Across spiritual traditions, there is a recurring insight: the path is not so much about becoming something new as it is about uncovering what has always been present. In Buddhism, this process is called purification. In Sufism, it is described as polishing the mirror of the heart. In contemplative traditions around the world, awakening is less a matter of acquiring and more a matter of revealing.
From a Buddhist perspective, much of our suffering arises through grasping and clinging to identities. We cling to being a parent, teacher, nationality, profession, ideology, or self-image. These identities are not inherently problematic—but when we become attached to them, suffering inevitably follows. The Buddha taught that through mindfulness and direct investigation, we begin to see how identification creates contraction. As these truths are fully comprehended and rightly understood, the mind naturally begins to let go.
The Sufi mystic Rumi expressed a similar insight in one of his most beloved teachings:
“Your task is not to seek for love, but merely to seek and find all the barriers within yourself that you have built against it.”
The spiritual path, then, is not primarily about seeking awakening, love, or enlightenment as objects to attain. Rather, it is about discovering and gently dismantling the barriers that obscure them. This understanding places responsibility back into our own hands. While teachers, therapists, and spiritual guides can support us, ultimately each of us must do the work of recognizing and releasing our own obstacles.
The Sufis offer another beautiful metaphor: The heart is a mirror that has become rusty. The remembrance of the divine polishes it. In Buddhist language, we might say that the mind becomes clouded by ignorance, grasping, and habitual patterns. Each moment of mindfulness is a moment of polishing. Each recognition of impermanence, unsatisfactoriness, and emptiness wipes away a little more dust from the mirror.
When we pause and clearly see the changing nature of experience, the mirror is polished. When we recognize the unsatisfactory nature of clinging, the mirror is polished. When we rest in moments of flow, selflessness, or effortless presence, the mirror is polished. Over time, what is revealed is not something foreign or newly created, but something that was present all along.
Perhaps this is the invitation of spiritual practice: not to become more, but to remove what is unnecessary; not to seek what is absent, but to recognize what has never left. As we patiently remove everything that is not elephant, the deeper truth of who we are gradually reveals itself.
May your practice continue to polish the mirror.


__Try it__
Check every line of the entries for "node", and copy the lines that hold it.

Start of Recorded information

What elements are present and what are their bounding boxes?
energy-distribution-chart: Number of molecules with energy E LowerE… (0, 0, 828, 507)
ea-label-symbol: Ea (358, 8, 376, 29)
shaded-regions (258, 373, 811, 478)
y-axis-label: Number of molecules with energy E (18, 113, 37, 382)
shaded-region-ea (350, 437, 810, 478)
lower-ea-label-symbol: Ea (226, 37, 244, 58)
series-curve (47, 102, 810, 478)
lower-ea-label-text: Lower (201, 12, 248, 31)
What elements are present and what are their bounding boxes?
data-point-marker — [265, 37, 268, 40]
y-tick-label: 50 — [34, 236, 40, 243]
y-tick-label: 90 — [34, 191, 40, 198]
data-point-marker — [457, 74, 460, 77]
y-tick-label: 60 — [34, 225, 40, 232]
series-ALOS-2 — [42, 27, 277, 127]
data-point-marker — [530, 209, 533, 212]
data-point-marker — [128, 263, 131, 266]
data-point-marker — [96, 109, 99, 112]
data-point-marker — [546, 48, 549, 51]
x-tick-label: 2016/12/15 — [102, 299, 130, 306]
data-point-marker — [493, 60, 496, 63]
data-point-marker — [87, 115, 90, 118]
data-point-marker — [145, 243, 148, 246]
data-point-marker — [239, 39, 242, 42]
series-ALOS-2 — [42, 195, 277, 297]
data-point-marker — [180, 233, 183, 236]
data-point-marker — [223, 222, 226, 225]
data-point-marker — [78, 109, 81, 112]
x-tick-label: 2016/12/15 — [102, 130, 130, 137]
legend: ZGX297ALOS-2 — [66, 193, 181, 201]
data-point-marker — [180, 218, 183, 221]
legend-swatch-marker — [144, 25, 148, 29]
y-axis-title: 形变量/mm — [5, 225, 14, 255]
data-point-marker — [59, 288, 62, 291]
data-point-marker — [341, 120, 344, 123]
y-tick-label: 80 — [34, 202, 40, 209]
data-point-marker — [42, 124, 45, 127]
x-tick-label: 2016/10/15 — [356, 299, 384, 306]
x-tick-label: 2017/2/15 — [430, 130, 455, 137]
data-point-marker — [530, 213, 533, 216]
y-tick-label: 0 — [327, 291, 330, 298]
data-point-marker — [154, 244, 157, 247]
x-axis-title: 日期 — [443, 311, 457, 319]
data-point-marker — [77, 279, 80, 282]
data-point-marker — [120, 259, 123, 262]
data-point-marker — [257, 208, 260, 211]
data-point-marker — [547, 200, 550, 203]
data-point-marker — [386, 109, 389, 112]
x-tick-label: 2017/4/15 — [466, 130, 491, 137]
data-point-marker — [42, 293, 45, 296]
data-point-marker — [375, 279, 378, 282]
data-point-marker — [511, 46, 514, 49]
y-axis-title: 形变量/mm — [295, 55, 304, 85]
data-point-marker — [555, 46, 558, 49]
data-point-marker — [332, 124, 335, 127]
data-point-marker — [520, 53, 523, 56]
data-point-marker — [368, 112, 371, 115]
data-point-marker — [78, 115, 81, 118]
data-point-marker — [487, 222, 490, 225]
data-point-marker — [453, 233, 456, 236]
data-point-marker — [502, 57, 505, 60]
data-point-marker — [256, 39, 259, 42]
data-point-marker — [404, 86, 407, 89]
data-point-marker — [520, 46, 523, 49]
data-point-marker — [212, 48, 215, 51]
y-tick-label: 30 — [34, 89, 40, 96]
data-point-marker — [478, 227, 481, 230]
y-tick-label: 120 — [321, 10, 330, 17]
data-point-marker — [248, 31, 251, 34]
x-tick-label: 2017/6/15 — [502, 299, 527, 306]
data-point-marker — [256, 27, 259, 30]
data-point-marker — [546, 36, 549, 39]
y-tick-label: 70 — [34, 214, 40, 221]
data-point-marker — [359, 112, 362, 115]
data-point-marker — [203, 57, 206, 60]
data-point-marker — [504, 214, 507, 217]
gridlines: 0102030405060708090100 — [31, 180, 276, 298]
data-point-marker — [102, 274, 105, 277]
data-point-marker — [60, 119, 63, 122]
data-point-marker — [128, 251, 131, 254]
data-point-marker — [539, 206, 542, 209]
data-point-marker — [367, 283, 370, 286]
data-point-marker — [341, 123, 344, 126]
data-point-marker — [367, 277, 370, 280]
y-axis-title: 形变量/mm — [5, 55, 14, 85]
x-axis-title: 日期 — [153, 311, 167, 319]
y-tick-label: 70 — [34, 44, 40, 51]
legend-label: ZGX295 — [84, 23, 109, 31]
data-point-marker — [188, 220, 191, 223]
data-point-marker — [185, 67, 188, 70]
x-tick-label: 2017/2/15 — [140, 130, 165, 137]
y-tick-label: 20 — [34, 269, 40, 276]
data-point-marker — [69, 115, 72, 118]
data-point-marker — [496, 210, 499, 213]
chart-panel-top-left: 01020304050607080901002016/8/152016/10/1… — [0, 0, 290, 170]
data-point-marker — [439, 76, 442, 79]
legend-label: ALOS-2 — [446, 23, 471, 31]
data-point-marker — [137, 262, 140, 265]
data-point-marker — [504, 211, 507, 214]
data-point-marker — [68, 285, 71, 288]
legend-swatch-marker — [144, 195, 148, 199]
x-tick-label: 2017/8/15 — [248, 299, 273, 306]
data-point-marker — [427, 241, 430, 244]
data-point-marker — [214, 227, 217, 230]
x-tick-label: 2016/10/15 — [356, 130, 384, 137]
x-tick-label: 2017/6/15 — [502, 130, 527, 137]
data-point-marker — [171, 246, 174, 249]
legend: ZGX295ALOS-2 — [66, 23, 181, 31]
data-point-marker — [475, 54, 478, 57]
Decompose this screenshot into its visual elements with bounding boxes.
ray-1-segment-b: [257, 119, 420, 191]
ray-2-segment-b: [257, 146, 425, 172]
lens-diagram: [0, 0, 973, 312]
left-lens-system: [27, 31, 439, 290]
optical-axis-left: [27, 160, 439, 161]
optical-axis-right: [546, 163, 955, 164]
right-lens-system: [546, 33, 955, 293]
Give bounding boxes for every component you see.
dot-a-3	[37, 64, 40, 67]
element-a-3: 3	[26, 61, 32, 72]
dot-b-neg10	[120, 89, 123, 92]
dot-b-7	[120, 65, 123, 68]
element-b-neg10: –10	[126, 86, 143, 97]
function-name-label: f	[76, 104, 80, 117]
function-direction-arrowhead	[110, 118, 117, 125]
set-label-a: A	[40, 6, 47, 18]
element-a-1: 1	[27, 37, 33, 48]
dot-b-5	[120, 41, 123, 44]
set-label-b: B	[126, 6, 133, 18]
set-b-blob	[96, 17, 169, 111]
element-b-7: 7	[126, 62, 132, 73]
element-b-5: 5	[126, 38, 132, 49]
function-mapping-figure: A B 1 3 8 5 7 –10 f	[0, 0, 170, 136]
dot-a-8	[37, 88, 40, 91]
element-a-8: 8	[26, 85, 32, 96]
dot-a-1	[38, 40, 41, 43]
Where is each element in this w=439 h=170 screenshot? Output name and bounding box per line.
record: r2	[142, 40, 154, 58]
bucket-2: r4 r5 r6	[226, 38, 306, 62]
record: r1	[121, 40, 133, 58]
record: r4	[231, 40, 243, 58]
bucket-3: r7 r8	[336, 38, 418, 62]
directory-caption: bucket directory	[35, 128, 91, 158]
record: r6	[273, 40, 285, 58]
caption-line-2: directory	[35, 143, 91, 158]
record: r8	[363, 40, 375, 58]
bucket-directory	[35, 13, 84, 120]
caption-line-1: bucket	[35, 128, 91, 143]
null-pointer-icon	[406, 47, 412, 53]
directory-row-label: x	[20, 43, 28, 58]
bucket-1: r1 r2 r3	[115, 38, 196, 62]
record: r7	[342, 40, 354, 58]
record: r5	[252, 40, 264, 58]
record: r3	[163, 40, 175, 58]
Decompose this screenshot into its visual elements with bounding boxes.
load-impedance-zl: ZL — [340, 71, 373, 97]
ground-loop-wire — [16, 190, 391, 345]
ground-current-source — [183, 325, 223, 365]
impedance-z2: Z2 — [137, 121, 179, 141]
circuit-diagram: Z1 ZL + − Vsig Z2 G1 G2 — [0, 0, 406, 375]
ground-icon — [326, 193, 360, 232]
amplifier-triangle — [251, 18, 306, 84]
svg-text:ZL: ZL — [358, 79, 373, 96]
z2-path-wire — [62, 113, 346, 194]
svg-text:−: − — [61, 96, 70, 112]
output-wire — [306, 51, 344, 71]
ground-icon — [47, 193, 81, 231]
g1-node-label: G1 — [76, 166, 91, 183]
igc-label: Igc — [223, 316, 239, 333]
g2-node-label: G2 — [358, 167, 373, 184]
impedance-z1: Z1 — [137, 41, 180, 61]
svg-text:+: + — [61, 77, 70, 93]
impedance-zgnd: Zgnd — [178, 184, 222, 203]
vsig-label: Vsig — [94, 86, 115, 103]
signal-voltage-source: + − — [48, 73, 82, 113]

End of Recorded information

__Solution below__
g1-node-label: G1 — [76, 166, 91, 183]
g2-node-label: G2 — [358, 167, 373, 184]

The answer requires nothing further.